Editor’s note: Responses were lightly edited for clarity.
Question: When you watch a larger group expand into your market, what’s your honest first reaction: threat, opportunity, or noise? Why?
Vijay Yanamadala, MD. Hartford (Conn.) HealthCare: I see opportunity, but not for the reason most people assume.
When a large health system or private equity-backed group moves into a market, the instinct is to circle the wagons. I’ve watched colleagues do it. The energy goes into protecting referral patterns, locking up OR time and defending turf. That’s a losing game.
My honest first reaction is: What are they bringing that we aren’t? Large groups expand into markets for a reason. Usually it’s volume — they’ve identified unmet demand. The more interesting question is whether that demand is for the right things. In spine, a lot of unmet demand is actually overtreated demand such as patients who’ve been told they need surgery by someone who wasn’t asking hard enough whether they did.
So when I see a large group enter my market, I ask: are they going to raise the standard of care, or industrialize the existing one? The answer tells me whether I need to compete or simply continue doing what I’m doing well. Surgeons with a clear point of view who operate less but better and who can articulate why tend to attract the patients that large groups actually struggle to serve: the complex, the skeptical, the ones who’ve already been somewhere and weren’t helped.
The threat is noise. The opportunity is differentiation.

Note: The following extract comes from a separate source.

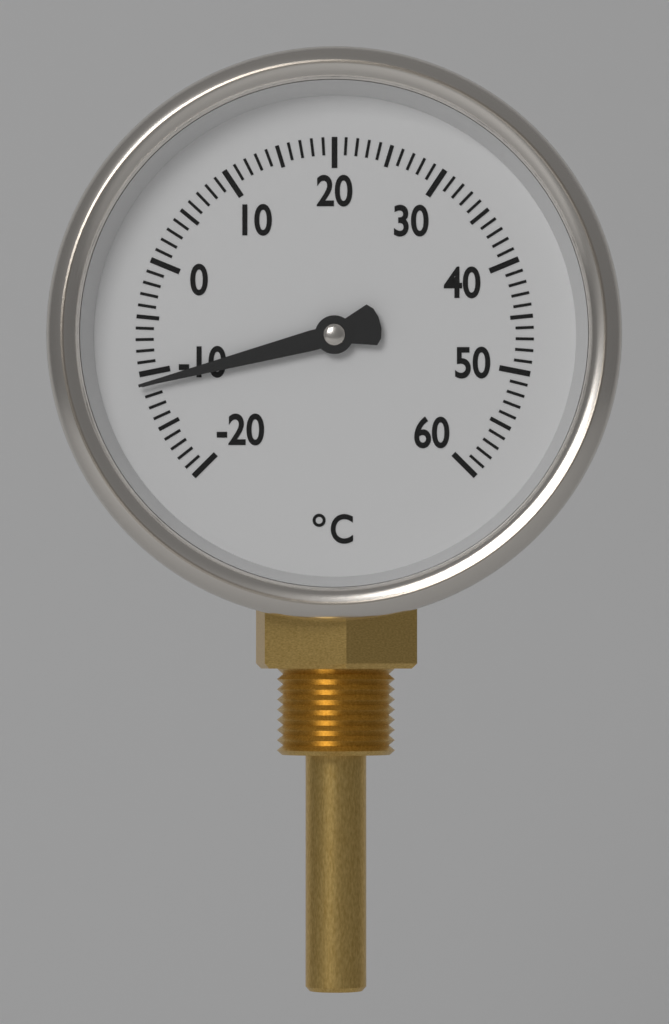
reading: -11 °C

Christian Zimmerman, MD. St. Alphonsus Medical Group and SAHS Neuroscience Institute (Boise, Idaho): Depending on hospital affiliation and practice preferences would best answer this question. Our current market has two large health systems, each with a saturated list of spinal practitioners. Many are either proximate to training in their perspicacity or disinclined to append complex patients or cases. Those divested in surgical centers usually refer more comorbidly afflicted or financially disenfranchised to other locations for care, (which is another subject within itself), yet these patients represent the majority of complex patient management.
Regional trauma centers, by and large, shoulder the community responsibility of healthcare needs to the highest acuity patients, and rightly so. Providers with energetic minds and willing participants with patient-centric principles are wholeheartedly welcome in any community.